Kevin Novak from Uber says that although Data Science is a difficult field to navigate, he talks about the notion of the ‘data hacker’ as the problems faced by Uber come from the fact that they are in a problem space which did not exist 5 years ago and they are approaching a fundamentally different concept to problems which have 20-30 years of data to rely upon. This relates to the elegant marketing and interface where Uber are very careful to be labelled a data driven company engineered by data scientists but take on a more holistic approach.

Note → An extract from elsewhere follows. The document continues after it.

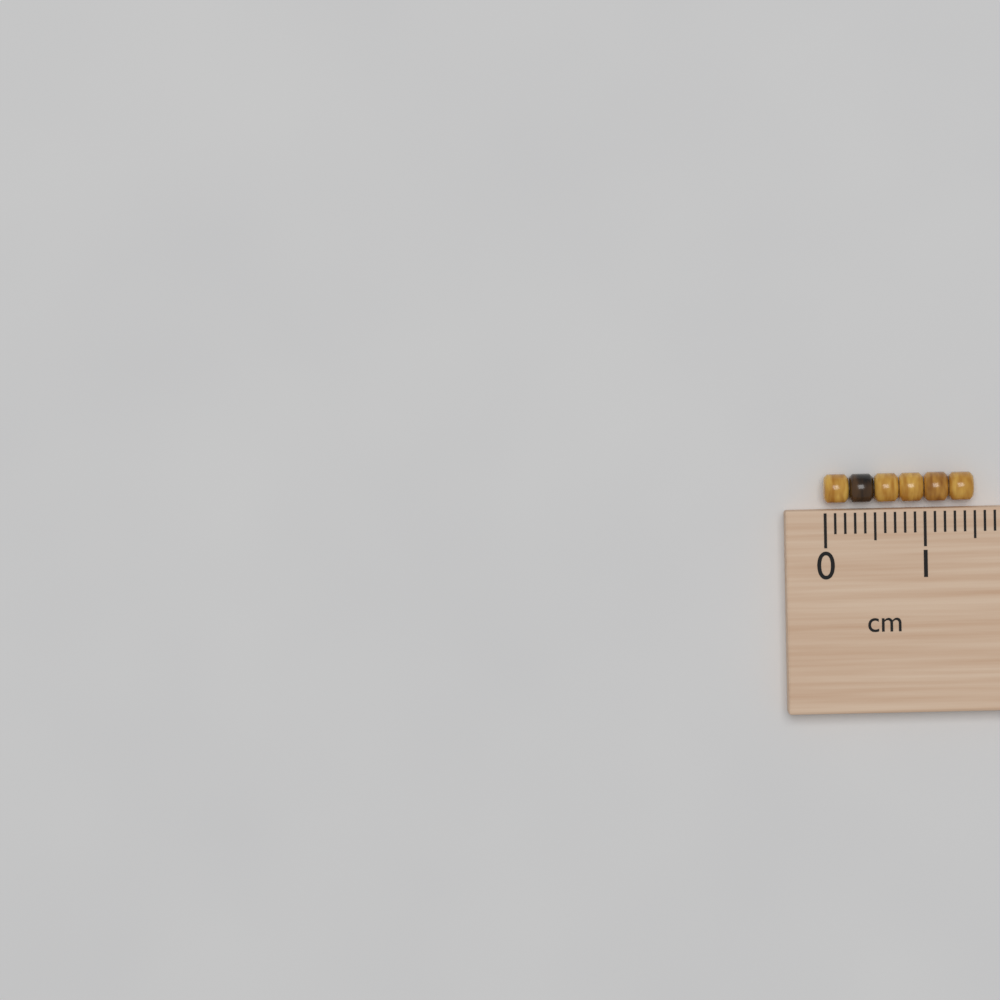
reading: 1.5 cm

Novak gives an example of one of the early iterations of their Surge pricing screen which displays a pricing multiplier (e.g. 1.5x) which is dependent on supply and demand, a key piece of information which is hidden in a wall of text of the same size font. What they noticed is that as prices went up, more people wanted the product, a byproduct of consumers not paying attention to pricing. Once the surge screen was redesigned to communicate the price in large font, making it central to the whole display, demand decreased as prices went up. What this highlighted is the notion of the data hacker who builds a product rather than just a model, Novak says, ‘an incredibly well written model that’s making all the right recommendations wrapped in a terrible product is indeed a terrible model’.

As long as the data and platform continues to deliver the magic of Uber and once regulatory issues have been resolved, ‘traditional’ taxi drivers could also benefit from using the app which manipulates real time pricing and would serve to improve their occupancy rates and reduce wait times for the next ride.